3 Migratory Birds that can be Pests on Your Property

3 Migratory Birds that can be Pests on Your Property

Posted on February 2, 2016 by Kathy Fritsch in Bird Control

Canada Geese, swallows, and woodpeckers can wreak havoc on commercial and residential property, but because they are protected under federal law, lethal eradication methods are legally restricted. Here is what property owners must know about the biology of these three migratory pest birds and how to deploy humane, compliant bird deterrents.

What Is the Migratory Bird Treaty Act?

The Migratory Bird Treaty Act (MBTA) of 1918 is a strictly enforced federal statute that protects Canada Geese, swallows, woodpeckers, and hundreds of other avian species.

Migratory birds are defined as species that traverse international borders, including the United States, Canada, Mexico, Russia, and Japan, during annual migration cycles. This includes both short-distance regional migrants and long-distance neotropical species.

The MBTA prohibits pursuing, hunting, capturing, killing, or possessing protected birds, eggs, or active nests. A misdemeanor conviction for violating these regulations carries federal penalties and fines of up to $15,000 per violation.

Canada Geese

As many as thirty species of geese exhibit migratory behavior each year, with Canada Geese wintering heavily across North America. Their iconic V-formation flights are highly visible during seasonal transitions.

A growing percentage of urban Canada Geese populations have become non-migratory resident pests due to artificial winter food sources and a lack of natural apex predators. When a resident gaggle establishes a territory on turf, structural property damage and health hazards scale rapidly.

An individual goose consumes 2 to 3 pounds of turfgrass daily and deposits approximately 1 to 2 pounds of fecal matter. This waste is highly corrosive to walkways, docks, and landscaped areas, while accumulation poses documented health risks due to the presence of pathogenic bacteria, parasites, and secondary insect vectors.

Swallows

Cliff and Barn Swallows construct heavy mud structures on vertical surfaces, typically anchoring them in the 90-degree angle where an exterior wall meets a soffit or structural overhang. These nests begin as small pellets of wet mud that rapidly cure into rigid, high-adhesion structures.

Under the MBTA, it is illegal to remove or disturb a swallow nest once it contains eggs or young. Property owners must ensure professional-grade exclusionary barriers are fully installed prior to seasonal arrival rather than attempting reactive mitigation.

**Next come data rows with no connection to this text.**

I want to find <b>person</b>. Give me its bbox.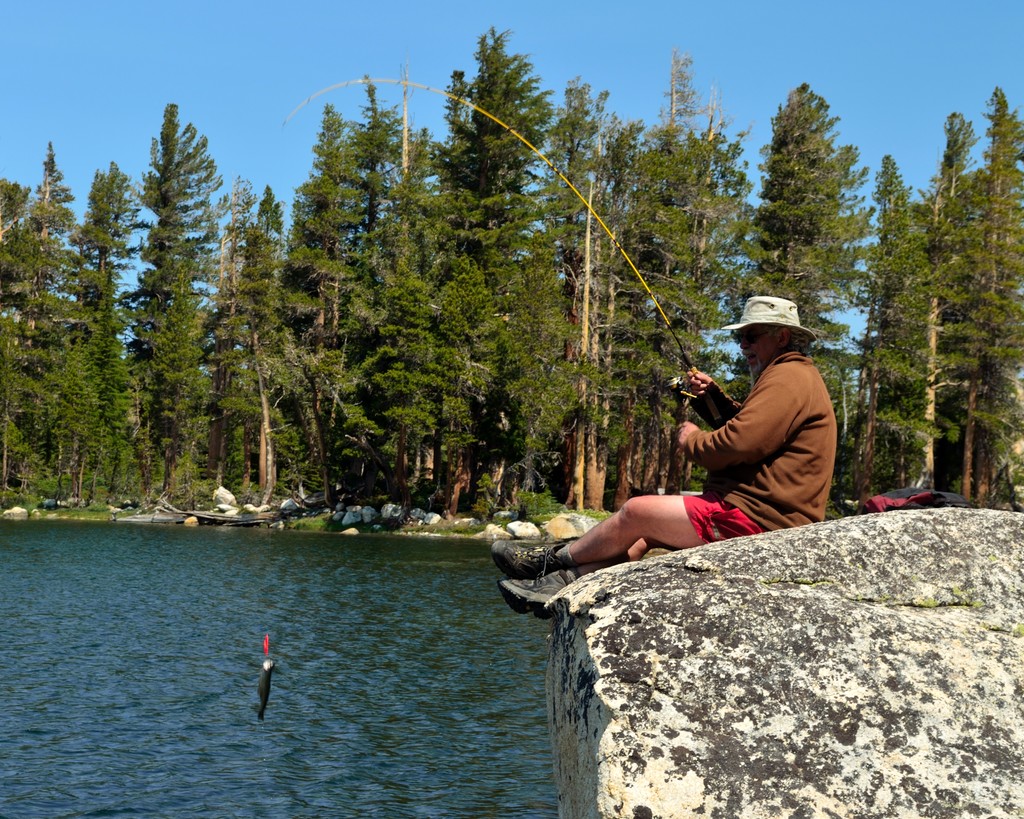
box(490, 294, 840, 622).
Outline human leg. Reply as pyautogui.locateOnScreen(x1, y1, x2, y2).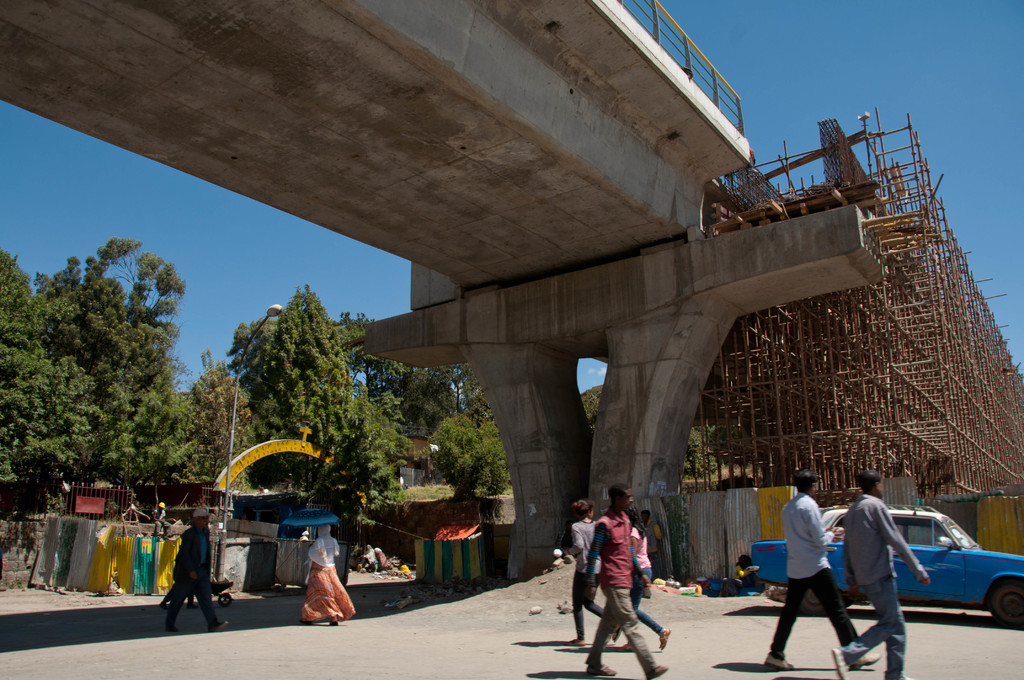
pyautogui.locateOnScreen(761, 572, 807, 672).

Pressure washing or hosing down nests during early construction is rarely effective, as swallows possess high site fidelity and will repeatedly rebuild in the exact same location. Once the brood matures and vacates, the mud nests must be removed immediately to prevent secondary pest birds and parasites from infesting the abandoned structures.

Woodpeckers

Woodpeckers can drum at frequencies up to 20 pecks per second, averaging between 8,000 and 12,000 pecks per day. This behavior serves to excavate nesting cavities, forage for insects, and establish territory, resulting in severe structural perforation of wood siding, EIFS stucco, and fascia boards.

Because woodpeckers fall under federal MBTA jurisdiction, physical exclusion, visual scare tactics, and auditory deterrents represent the only legally compliant methods for mitigating structural damage.

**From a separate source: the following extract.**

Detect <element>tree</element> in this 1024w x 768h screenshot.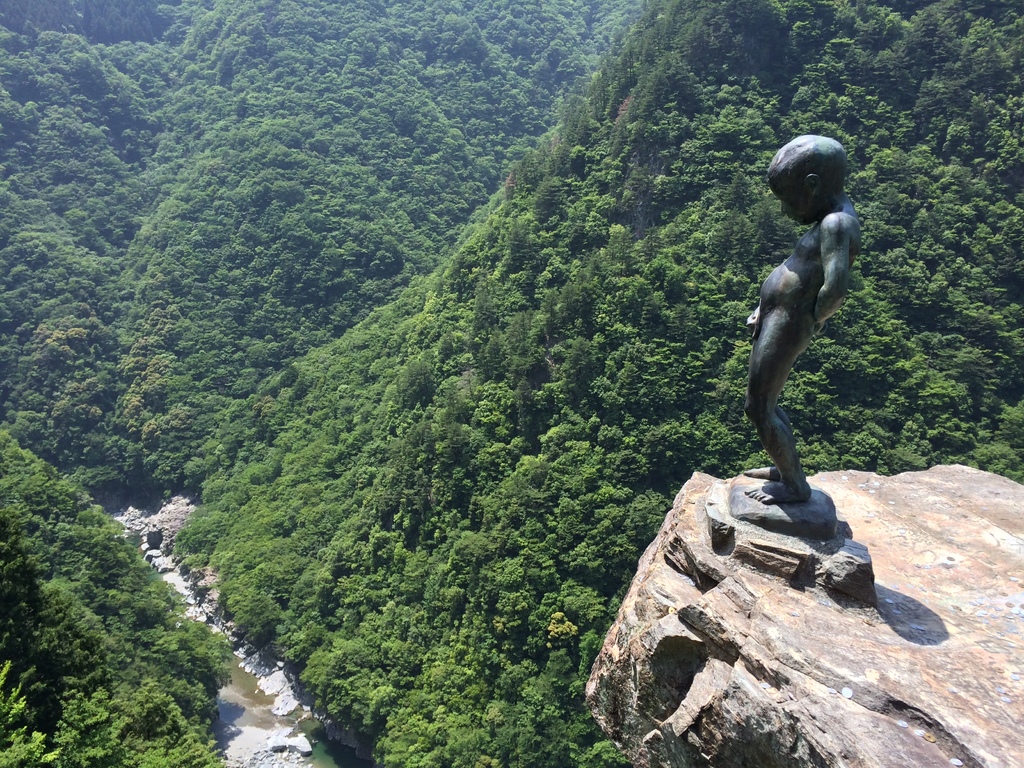
Detection: Rect(0, 424, 232, 767).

Humane Bird Deterrents for Migratory Pest Birds

Effective management of federally protected avian species requires proactive, non-lethal engineering controls. Remediation hardware must be deployed before migratory arrival patterns begin to prevent birds from establishing territory or completing nest building.

Bird B Gone engineers a comprehensive suite of commercial-grade, humane bird control solutions, including heavy-duty exclusion netting, visual scare products, and specialized physical barriers, designed to resolve pest pressures while maintaining full compliance with the Migratory Bird Treaty Act.